I’m acutely aware of being in a place of new beginning and black uncertainty; as though I’m walking into the night. Never have I seen so clearly my past life. It is though it has been unfurled before me like a huge map. I can mark every decade, check progress, count them like rings on a tree. All being well, I’ve still got two good ones left. The clock is ticking.
It’s strange how our pasts revisit us. I got sent a birthday present from my late godmother’s daughter, of some tennis trophies my late mother won in Basrah, Iraq before Caroline, my late twin, and I were born, and in Kaduna, Nigeria, when we were.
I got out the part-transcribed diaries she wrote covering the time or our birth in Trinidad; fine fountain pen writing in red leather bound, five-year form. They were different times. No Internet or tv and hardly any phone connection. She read and wrote letters constantly, busily made clothes for herself and us, cooked from scratch. She only got news she was carrying twins about three weeks before we appeared; there were no scans then. I read how I was sent to another hospital for a blood transfusion because the technology didn’t exist locally. I’ve still got the scar.
Wonder what she’d make of my life? Hers was short – she died at 34. Caroline’s was even shorter – she died at 27. I suppose I’ve always carried their lives in mine, if only in an unspoken acknowledgement.
Walking
The act of walking is very special. It gets more so as I get older and it becomes more difficult. I have discovered walking slowly and breathing deeply is very beneficial. It is one of the many things my Buddhist friends have taught me.
Unlike the Western approach, you should not do it swiftly, or think actively. It is not for cardiovascular fitness, but for general wellbeing. Not for your head or heart really, but for your soul.
The instructions I have been given is to touch the earth tenderly with your feet, as if you are kissing it. As you do, breathe in time with your walking, as slowly and deeply as you can. Try to be aware only of your feet touching the ground. The earth transforms everything and it can take anything you give it.
For some reason, the trees haven’t been cut down where I live and margins of woodland co-exist with patches of fields. The fields haven’t been enlarged, either. Indeed, in some places hedges have been re-introduced.
In a nearby field a tree copse stands, with a footpath running through it. This is where I like to walk sometimes, to immerse and emerge renewed. This fading time of the year the leaves are falling and the light penetrates further, making the colours both bolder and softer.
I make my way to the entrance across the slug-like trail made by other walkers over the clay soil, through the green stubble of winter wheat.
An oak tree, now with orange leaves, marks the way in. Apart from the path, there has been little attempt to make it tidy, so I imagine it’s like an ancient forest would be. There are brambles and nettles, nearly dead, lining the way, a mat of dried grasses and leaves lining the floor, from another season, I’m guessing. It’s very overgrown. In summer it can seem is if I’m walking in a green tunnel. Now, dead limbs of trees hang suspended, held by those around them.
There are some smaller trees; hawthorn, beech and some hazel. I work my way in and come to a magnificent ash, which I identify from the leaves and fruits or keys, which haven’t fallen yet. There are number of them and they are by far the tallest trees in this copse, as yet not blighted by the disease which has killed off their relatives. The oaks are not as tall, but maybe as old.
It is here I like to stand and shut my eyes and listen. To the birdsong, the leaves rustling and the trees creak with the wind among them. I can stop thinking and become transparent. I can smell the seasons turn.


**Instructions for the task:** Print the records below exactly, and do not carry over any picture.

**Material provided:**
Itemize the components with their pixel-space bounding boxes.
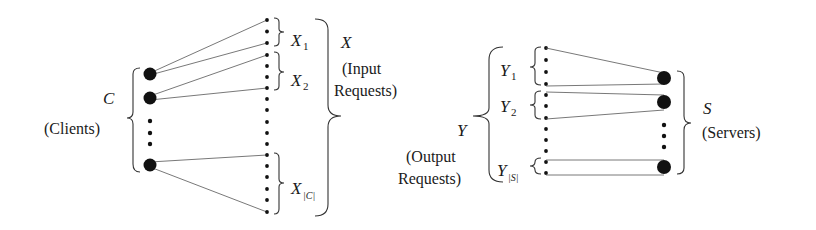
xc-brace (274, 153, 284, 214)
svg-text:|C|: |C| (303, 190, 315, 201)
ys-brace (530, 158, 541, 174)
svg-text:1: 1 (511, 70, 517, 82)
servers-symbol: S (703, 99, 712, 118)
svg-text:1: 1 (303, 40, 309, 52)
servers-brace (677, 71, 691, 174)
y2-brace (530, 91, 541, 119)
svg-text:X: X (290, 31, 302, 50)
x2-label: X 2 (290, 71, 309, 92)
x1-label: X 1 (290, 31, 309, 52)
y1-brace (530, 47, 541, 85)
input-requests-label-line1: (Input (342, 60, 382, 78)
server-node (657, 95, 671, 109)
right-panel-output-requests-to-servers: Y (Output Requests) Y 1 Y 2 Y |S| (398, 46, 761, 188)
request-server-edges (546, 48, 664, 175)
client-node (144, 92, 157, 105)
client-nodes (144, 68, 157, 172)
ys-label: Y |S| (497, 161, 519, 183)
output-requests-symbol: Y (457, 121, 468, 140)
output-requests-label-line1: (Output (406, 148, 456, 166)
ellipsis-dot (148, 119, 152, 123)
clients-brace (127, 68, 140, 172)
clients-symbol: C (103, 89, 115, 108)
svg-text:Y: Y (500, 97, 511, 116)
left-panel-clients-to-input-requests: C (Clients) X (44, 18, 397, 216)
client-server-request-diagram: C (Clients) X (0, 0, 816, 230)
server-node (657, 71, 671, 85)
y2-label: Y 2 (500, 97, 517, 118)
input-requests-brace (315, 19, 341, 216)
xc-label: X |C| (290, 179, 315, 201)
input-requests-label-line2: Requests) (334, 82, 397, 100)
ellipsis-dot (148, 142, 152, 146)
svg-text:X: X (290, 71, 302, 90)
server-nodes (657, 71, 671, 174)
servers-label: (Servers) (702, 124, 761, 142)
ellipsis-dot (662, 134, 666, 138)
ellipsis-dot (662, 145, 666, 149)
ellipsis-dot (148, 131, 152, 135)
svg-text:2: 2 (511, 106, 517, 118)
x1-brace (274, 18, 284, 46)
output-request-dots (544, 46, 548, 175)
svg-text:X: X (290, 179, 302, 198)
x2-brace (274, 52, 284, 90)
client-request-edges (150, 20, 267, 212)
clients-label: (Clients) (44, 120, 100, 138)
input-request-dots (265, 18, 269, 214)
svg-text:Y: Y (500, 61, 511, 80)
svg-text:|S|: |S| (508, 172, 519, 183)
svg-text:2: 2 (303, 80, 309, 92)
client-node (144, 68, 157, 81)
svg-text:Y: Y (497, 161, 508, 180)
server-node (657, 160, 671, 174)
y1-label: Y 1 (500, 61, 517, 82)
output-requests-label-line2: Requests) (398, 170, 461, 188)
ellipsis-dot (662, 123, 666, 127)
input-requests-symbol: X (340, 33, 352, 52)
client-node (144, 159, 157, 172)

**Solution:**
Itemize the components with their pixel-space bounding boxes.
xc-brace (274, 153, 284, 214)
svg-text:|C|: |C| (303, 190, 315, 201)
ys-brace (530, 158, 541, 174)
svg-text:1: 1 (511, 70, 517, 82)
servers-symbol: S (703, 99, 712, 118)
svg-text:1: 1 (303, 40, 309, 52)
servers-brace (677, 71, 691, 174)
y2-brace (530, 91, 541, 119)
svg-text:X: X (290, 31, 302, 50)
x2-label: X 2 (290, 71, 309, 92)
x1-label: X 1 (290, 31, 309, 52)
y1-brace (530, 47, 541, 85)
input-requests-label-line1: (Input (342, 60, 382, 78)
server-node (657, 95, 671, 109)
right-panel-output-requests-to-servers: Y (Output Requests) Y 1 Y 2 Y |S| (398, 46, 761, 188)
request-server-edges (546, 48, 664, 175)
client-node (144, 92, 157, 105)
client-nodes (144, 68, 157, 172)
ys-label: Y |S| (497, 161, 519, 183)
output-requests-symbol: Y (457, 121, 468, 140)
output-requests-label-line1: (Output (406, 148, 456, 166)
ellipsis-dot (148, 119, 152, 123)
clients-brace (127, 68, 140, 172)
clients-symbol: C (103, 89, 115, 108)
svg-text:Y: Y (500, 97, 511, 116)
left-panel-clients-to-input-requests: C (Clients) X (44, 18, 397, 216)
client-server-request-diagram: C (Clients) X (0, 0, 816, 230)
server-node (657, 71, 671, 85)
y2-label: Y 2 (500, 97, 517, 118)
input-requests-brace (315, 19, 341, 216)
xc-label: X |C| (290, 179, 315, 201)
input-requests-label-line2: Requests) (334, 82, 397, 100)
ellipsis-dot (148, 142, 152, 146)
svg-text:X: X (290, 71, 302, 90)
server-nodes (657, 71, 671, 174)
servers-label: (Servers) (702, 124, 761, 142)
ellipsis-dot (662, 134, 666, 138)
ellipsis-dot (662, 145, 666, 149)
ellipsis-dot (148, 131, 152, 135)
svg-text:2: 2 (511, 106, 517, 118)
x1-brace (274, 18, 284, 46)
output-request-dots (544, 46, 548, 175)
svg-text:X: X (290, 179, 302, 198)
x2-brace (274, 52, 284, 90)
client-request-edges (150, 20, 267, 212)
clients-label: (Clients) (44, 120, 100, 138)
input-request-dots (265, 18, 269, 214)
svg-text:Y: Y (500, 61, 511, 80)
svg-text:|S|: |S| (508, 172, 519, 183)
svg-text:2: 2 (303, 80, 309, 92)
client-node (144, 68, 157, 81)
svg-text:Y: Y (497, 161, 508, 180)
server-node (657, 160, 671, 174)
y1-label: Y 1 (500, 61, 517, 82)
output-requests-label-line2: Requests) (398, 170, 461, 188)
ellipsis-dot (662, 123, 666, 127)
input-requests-symbol: X (340, 33, 352, 52)
client-node (144, 159, 157, 172)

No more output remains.